With the snow gone and the pheasants and wood pigeons trampling the border beneath the bird feeder I was beginning to think that all mole activity had ceased. Late this afternoon the mole started re-excavating its tunnel system and we watched as it piled up the earth by the edge of the lawn, obviously coming very near the surface but never once showing itself.

 

After the Snow

wood

tree (horse chestnut?) in the snow in Ossett, 27th March.ALTHOUGH WE’VE had a covering of snow for a little more than a week it’s a revelation to suddenly have colour back in the landscape. The snowdrops have gone to seed during the time that they were covered in a little drift by the pond.

In the wood leaves of bluebells are greening the banks between the trees, while other slopes are still swathed with snow. In the fields on south-facing slopes the weeds and the oilseed rape seedlings are already established. This is a reminder to me that I must now start thinking about sowing seeds in our vegetable beds.

Biscuiy

When the thaw gradually got underway a couple of days ago, Biscuit, who had been tramping around discontentedly in the solitary comfort of his snowy field (the two ponies that he was bossing around were his temporary guests and he’s back on his own now) found the first corner of grass to appear by the old shed and lay there in a heap as if he was soaking up the sun on a beach.

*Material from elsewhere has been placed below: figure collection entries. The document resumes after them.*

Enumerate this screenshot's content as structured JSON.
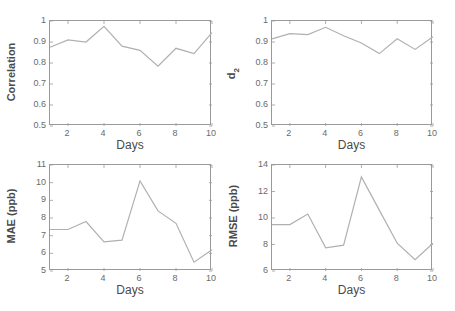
{
  "chart_data": [
    {
      "type": "line",
      "title": "",
      "xlabel": "Days",
      "ylabel": "Correlation",
      "x": [
        1,
        2,
        3,
        4,
        5,
        6,
        7,
        8,
        9,
        10
      ],
      "values": [
        0.875,
        0.91,
        0.9,
        0.975,
        0.88,
        0.86,
        0.785,
        0.87,
        0.845,
        0.945
      ],
      "xlim": [
        1,
        10
      ],
      "ylim": [
        0.5,
        1
      ],
      "xticks": [
        2,
        4,
        6,
        8,
        10
      ],
      "yticks": [
        0.5,
        0.6,
        0.7,
        0.8,
        0.9,
        1
      ],
      "ytick_labels": [
        "0.5",
        "0.6",
        "0.7",
        "0.8",
        "0.9",
        "1"
      ],
      "grid": false
    },
    {
      "type": "line",
      "title": "",
      "xlabel": "Days",
      "ylabel": "d2",
      "ylabel_main": "d",
      "ylabel_sub": "2",
      "x": [
        1,
        2,
        3,
        4,
        5,
        6,
        7,
        8,
        9,
        10
      ],
      "values": [
        0.915,
        0.94,
        0.935,
        0.97,
        0.93,
        0.895,
        0.845,
        0.915,
        0.865,
        0.925
      ],
      "xlim": [
        1,
        10
      ],
      "ylim": [
        0.5,
        1
      ],
      "xticks": [
        2,
        4,
        6,
        8,
        10
      ],
      "yticks": [
        0.5,
        0.6,
        0.7,
        0.8,
        0.9,
        1
      ],
      "ytick_labels": [
        "0.5",
        "0.6",
        "0.7",
        "0.8",
        "0.9",
        "1"
      ],
      "grid": false
    },
    {
      "type": "line",
      "title": "",
      "xlabel": "Days",
      "ylabel": "MAE (ppb)",
      "x": [
        1,
        2,
        3,
        4,
        5,
        6,
        7,
        8,
        9,
        10
      ],
      "values": [
        7.35,
        7.35,
        7.8,
        6.65,
        6.75,
        10.1,
        8.4,
        7.7,
        5.5,
        6.2
      ],
      "xlim": [
        1,
        10
      ],
      "ylim": [
        5,
        11
      ],
      "xticks": [
        2,
        4,
        6,
        8,
        10
      ],
      "yticks": [
        5,
        6,
        7,
        8,
        9,
        10,
        11
      ],
      "ytick_labels": [
        "5",
        "6",
        "7",
        "8",
        "9",
        "10",
        "11"
      ],
      "grid": false
    },
    {
      "type": "line",
      "title": "",
      "xlabel": "Days",
      "ylabel": "RMSE (ppb)",
      "x": [
        1,
        2,
        3,
        4,
        5,
        6,
        7,
        8,
        9,
        10
      ],
      "values": [
        9.5,
        9.5,
        10.3,
        7.75,
        7.95,
        13.1,
        10.6,
        8.1,
        6.85,
        8.1
      ],
      "xlim": [
        1,
        10
      ],
      "ylim": [
        6,
        14
      ],
      "xticks": [
        2,
        4,
        6,
        8,
        10
      ],
      "yticks": [
        6,
        8,
        10,
        12,
        14
      ],
      "ytick_labels": [
        "6",
        "8",
        "10",
        "12",
        "14"
      ],
      "grid": false
    }
  ],
  "style": {
    "line_color": "#b0b0b0",
    "axis_color": "#9a9a9a",
    "tick_label_color": "#6a6a6a",
    "axis_label_color": "#4a4a4a"
  }
}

His method of getting  back up again was remarkably inelegant, pausing halfway for a few minutes in a sitting position more typical of a dog than a pony.

nuthatch

The snow brought not one but two nuthatches to the bird feeders. As far as I remember it’s the first time that we’ve seen two in the garden at once.

cat and pheasant

The lithe young grey cat who I think of as being a Jerry was shadowing the cock pheasant. The pheasant strutted around with his usual imperious haughtiness but wasn’t unduly concerned. The pair appeared to be more companions than predator and prey but when the pheasant started pecking the bare earth below the feeders the tip of his tail started flick, flick, flicking and the cat adopted a kittenish fascination as if he just couldn’t resist the pheasant teasing him to join in a game.

Late Snow

redwingsIT SNOWS on and off through most of the day as we head towards what is predicted to be the coldest March weekend for fifty years. A flock of sixty or more of what I think are redwings heads north-east away from the band of snow that has been making its way up across the Peak District as warm air from the south-west rolls in and meets cold air from Scandinavia.

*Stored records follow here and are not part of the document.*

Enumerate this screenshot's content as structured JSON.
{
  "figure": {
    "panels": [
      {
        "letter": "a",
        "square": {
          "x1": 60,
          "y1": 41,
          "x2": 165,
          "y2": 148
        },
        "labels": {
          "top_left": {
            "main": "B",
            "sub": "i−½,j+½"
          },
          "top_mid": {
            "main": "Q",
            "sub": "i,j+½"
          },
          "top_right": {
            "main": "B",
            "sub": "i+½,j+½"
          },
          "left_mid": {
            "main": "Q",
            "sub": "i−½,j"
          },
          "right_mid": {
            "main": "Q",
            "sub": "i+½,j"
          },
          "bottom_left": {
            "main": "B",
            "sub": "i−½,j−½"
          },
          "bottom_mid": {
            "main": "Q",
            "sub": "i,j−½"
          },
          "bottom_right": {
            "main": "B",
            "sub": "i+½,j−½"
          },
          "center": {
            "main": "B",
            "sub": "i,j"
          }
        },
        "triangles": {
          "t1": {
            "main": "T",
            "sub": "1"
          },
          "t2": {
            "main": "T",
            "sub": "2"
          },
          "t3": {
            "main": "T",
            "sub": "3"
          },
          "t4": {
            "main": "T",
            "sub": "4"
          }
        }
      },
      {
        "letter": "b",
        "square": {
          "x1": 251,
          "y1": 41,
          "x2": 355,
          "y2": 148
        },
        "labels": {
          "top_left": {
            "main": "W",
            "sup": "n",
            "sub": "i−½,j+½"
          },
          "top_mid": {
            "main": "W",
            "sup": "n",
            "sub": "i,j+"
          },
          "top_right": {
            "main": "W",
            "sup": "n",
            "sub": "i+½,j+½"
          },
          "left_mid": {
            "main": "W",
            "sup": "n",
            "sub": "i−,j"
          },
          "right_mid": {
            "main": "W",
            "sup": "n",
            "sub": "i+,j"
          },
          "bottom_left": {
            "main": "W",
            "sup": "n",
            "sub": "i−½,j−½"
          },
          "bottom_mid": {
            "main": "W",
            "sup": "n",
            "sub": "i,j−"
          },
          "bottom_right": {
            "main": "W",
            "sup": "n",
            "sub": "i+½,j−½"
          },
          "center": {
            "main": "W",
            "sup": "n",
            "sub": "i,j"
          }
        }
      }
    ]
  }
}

lapwingsLater a smaller flock moves in the same direction. Occasional groups of gulls and, at lunchtime, a ragged band of lapwings head in the same direction, away from the snow.

miniature daffodilsAfter stopping feeding the birds for a month we’re satisfied that if there are any brown rats around – and we’ve seen no sign of them – it’s not primarily our bird feeders that are attracting them. siskinToday great tits, blue tits, robin, siskins, chaffinches, greenfinches and pheasants appreciate the sunflower hearts on offer, each a little burst of energy for them.

Waxwings

waxwings

THE SILHOUETTE was enough for me to instantly identify the bird; slightly stubby and with a sharp crest; a waxwing. It flew off from the weather vane on which it was perched and settled on the apex of the roof of the nearby bungalow, joining six more waxwings which were perched on the television aerial and chimney pot.

They’re a reminder that although we’re already into the three months that the meteorologists refer to as spring, spring proper isn’t quite with us.

We’re having odd flakes of snow here today and a cold breeze. My thermometer is showing that it’s 5 degrees above freezing but the breeze makes it feel much colder. Cars coming down from the hills are covered in inch thick snow. Perhaps this is the reason that these waxwings have turned up here today in the Calder Valley.